I want to draw an important distinction here. Advertising that pretends to speak in the voice of nature, even a well-meaning campaign like this one by Conservation International, is not what I’m talking about. The celebrities in their slickly produced videos are speaking as and for nature, but marred by the same petty ego games and shaming that infect our human relationships. No. It’s along the lines of how tired people of color are of Hollywood roles as the spunky sidekick/best friend. This is no place for preconceptions and stereotypes. The first step is to listen with an open mind and heart.

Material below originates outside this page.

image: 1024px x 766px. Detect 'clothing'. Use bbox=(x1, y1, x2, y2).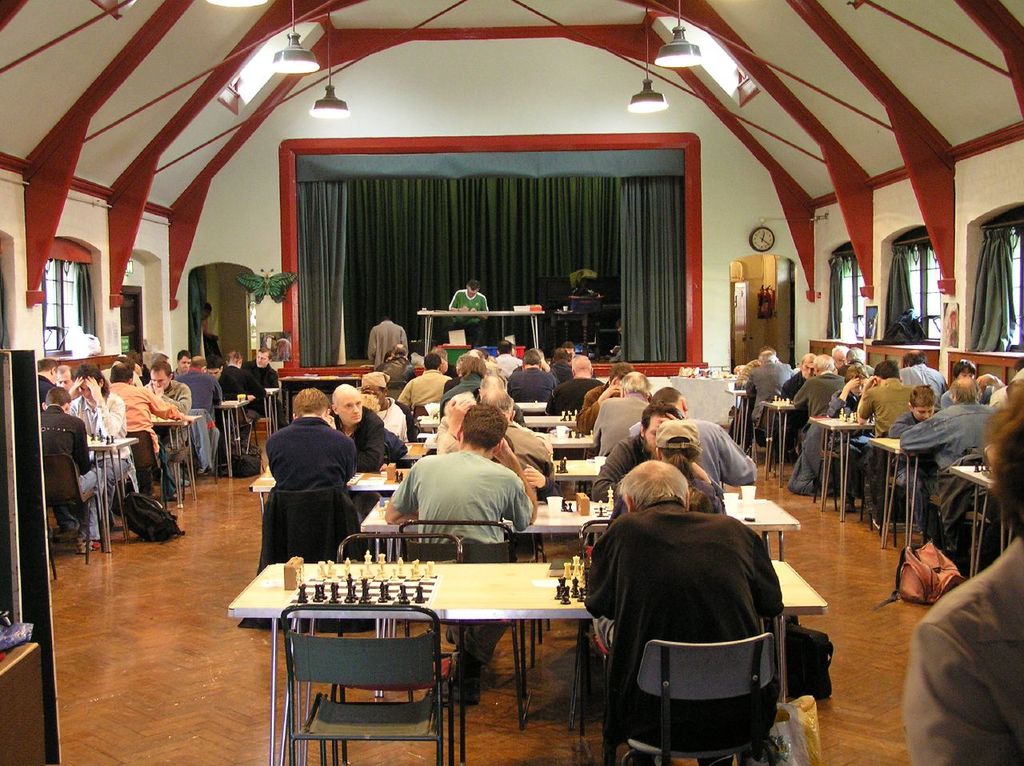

Last spring, I wrote a piece about grief opening a doorway between worlds, enabling the suspension of rational mind that leads to surprising encounters with nonhuman beings. Encounters that engage the imagination and senses in a renewal of relationships long overlooked. Here is an excerpt from that piece, which I’m hoping will appear in a journal later this year:

I was left estranged and homeless by my middle-class American, suburban, pop-culture-saturated upbringing. I am the prodigal daughter of a vast family that carries on without me, even as it is profoundly affected by my actions. In my fiftieth year of life, I began my homecoming. . . .

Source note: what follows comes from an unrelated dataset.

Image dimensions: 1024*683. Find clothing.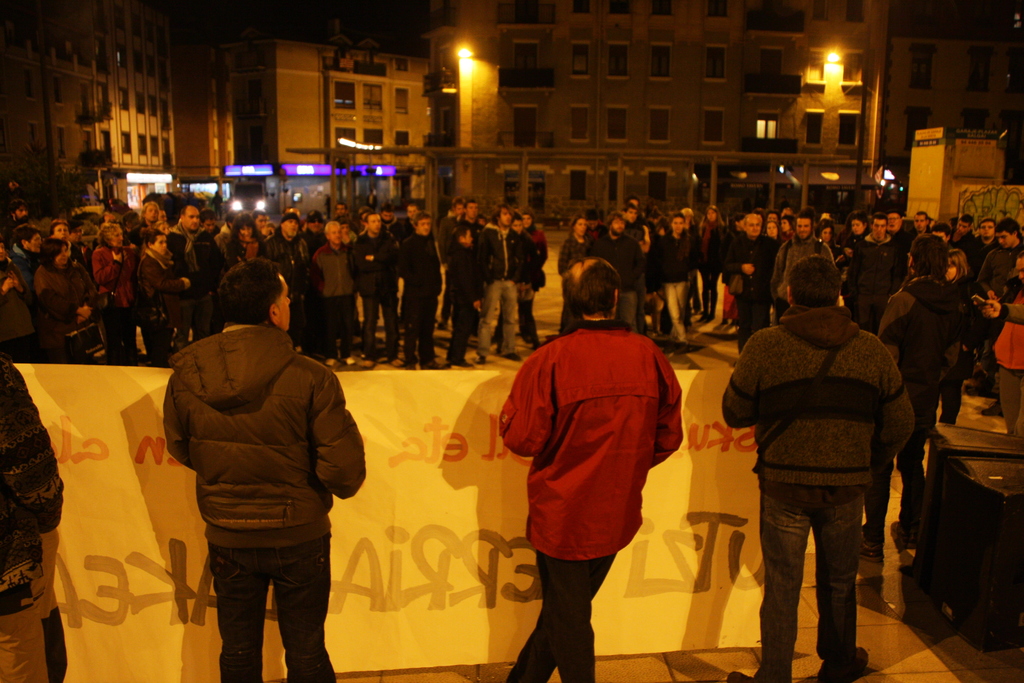
BBox(145, 299, 179, 366).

There is no place for language here. This is a state of raw emotion. Of feeling from the heart. There is no need of language to describe, name, or categorize. Words don’t stand up to pure experience. Though I hold my dying father’s hand, I cannot experience what he is experiencing. I can’t go where his soul is going. And yet, I am there, always, in that pure life energy.

I fall with no motive, and more slowly than you assume. I give myself freely. I nourish. The tiny cups of lichen catch me. I bathe the forest in sound, a symphony of drops striking surfaces. No hurry. No ambition.

Things are always becoming something else. One thing leads to the next. The rain will move on. You will move on. You will become something else. Nothing is ever finished.

One of many paradoxes in attempting to give voice to the living world is this problem of language. My encounters in the forest or on the water are worldless. They involve going to a place, being still for long stretches and listening. Or observing. Or touching or tasting or smelling. And feeling into the sensation of being heard, of being seen, touched, tasted, or smelled in return. These experiences go straight into my body through my heart.

Another dilemma is the utter presumptuousness of it. Who says nature needs to be rendered in human voice? My inner skeptic wants to know how it helps anything to converse with an oak tree. What impact will listening to a garrulous mountain stream have on the PPM of CO2 in the atmosphere?

The answer is this: we are the storytellers. We not only make meaning, we create reality by the stories we tell. I am with Kingsnorth; there is room for stories that dare to go beyond the human-centric gaze.

In my limited experiences so far, these encounters are both connection and welcome, a blessing on my return after so long an absence. And an invitation to share the gifts of belonging and kinship with the rest of the human community.

One thought on “In support of fiction that gives voice to the living world

  1. Oh, Julie we need these stories so much. Someone recently commented on a FB post the we humans need to learn to share our world with other creatures. After my initial shock wore off, All I could respond with was “it’s not our world.”
    Stories of this kind have indeed been labeled as fantasy and science fiction in the past. It is time they become part of the mainstream. We must rid ourselves of this humancentric point of view and do it quickly. The consequences of not doing so will be dire.